Having failed to persuade the state’s supreme court from blocking the measure going before voters in the first place, Ron DeSantis, the state’s hard-right Republican governor, now claims the signature collection process for amendment 4 was fraudulent, and is reportedly sending his election police force to voters’ homes to try to gather evidence.
The Tampa Bay Times spoke to voters who said uniformed officers from the Florida department of law enforcement showed up at their door. One told the newspaper that the officer had a 10-page dossier on him, including a printout of his driver’s license and a copy of his signature.
After the voter confirmed he had indeed signed the petition, the officer left.
DeSantis set up his own election fraud unit in 2022 and has been busy scouring thousands of the almost one million signatures that put the abortion measure on the ballot for authenticity.

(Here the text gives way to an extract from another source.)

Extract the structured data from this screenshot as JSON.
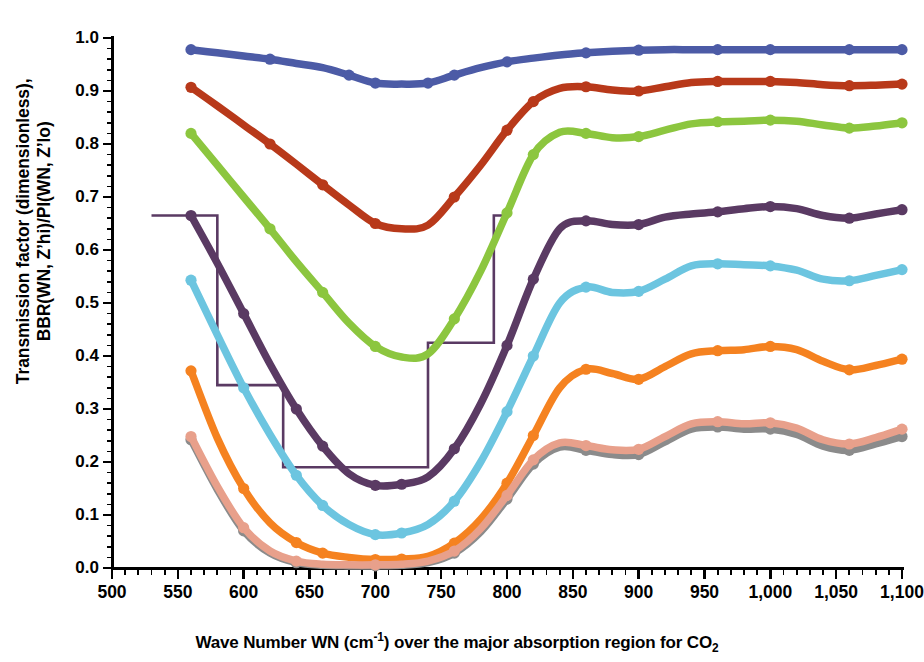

Democrats are calling foul. State representative Anna Eskamani told the Orlando Sentinel:
These tactics set a very dangerous precedent for the future of our elections where (an) election police force can be sent in to intimidate, to try to re-evaluate history and to take away our votes and to take away our voices.
At a press conference Monday, DeSantis defended his tactics. His investigators, he said, found signatures that “appeared” not to be authentic.
“It may be… that voter will say, ‘No, I actually did do that,’ maybe they signed their name. That is absolutely possible,” DeSantis conceded.